The answer was a phaser blast that, had Sisko not flung the clumsy bird into evasive, would have blown them into smithereens. Instead it swatted the ship off course, drained the shields down to forty percent, and set off an alarm somewhere that Sisko hadn’t even known the ship had.

“A little better aim and we’re finished,” he told Tuvok unnecessarily, readying to throw her into a new evasive pattern before the next blast. “C’mon, Okinawa,where are you?”

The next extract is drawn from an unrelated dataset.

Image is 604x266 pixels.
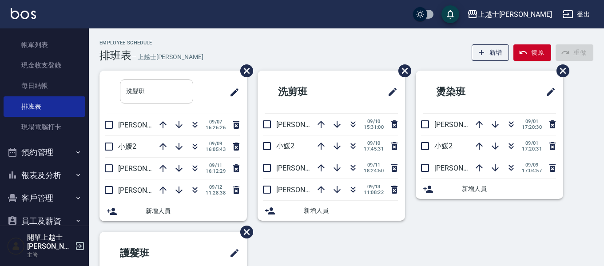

It was a peculiar artifact of Romulan ships that they were rather poorly designed acoustically. Depending upon the class of ship, they all made some sort of sound. Some hummed, some whined, some expressed themselves in a kind of low waspish buzz, but they all gave voice. One would think a species so acute of hearing would have remedied this long ago. Or perhaps the ships were designed that way deliberately, to keep the crew always on edge, always combat ready.

As if the background noise weren’t annoying enough, seasoned veterans swore they could feel the weapons fire vibrate through the soles of their boots before they heard it. New recruits usually scoffed at them, until they felt it for themselves.

Some commanders, it was said, could feel the weapons even before they fired, the way a cat senses a thunderclap or a bird an earthquake long before a human does. After more than a century in space, Tal could feel the weapons in his bones. Even as Koval said, “Weapons, target and fire” he was out of his chair shouting “Belay that!”

But if Helm was nervous, Weapons was more so, and he’d triggered one phaser blast, however badly aimed, before he could stop himself. But Tal’s wrath was not for him. He fixed his glare on Koval.

“Weapons, stand down!” Tal addressed his crew, though his eyes had locked with Koval’s and he did not break his gaze. “You obey no order but mine. If Colonel Koval has a problem with that, he will have to speak to me. Now, you,” he said to Koval. “What, by the Elements, do you think you’re doing?”

“What am Idoing?” Koval asked quietly. “Destroying a ship that should not be here in the first place.”

“Admiral?” Comm said, opening the channel so he could hear the voice from the merchanter demanding to know why they were being fired on. Tal listened, still glaring at Koval.

“That’s one of our own aboard. If you kill him without knowing who or why—”

“A Romulan? On that rattletrap?” Koval waved the idea away. “Weapons, overtake and fire.”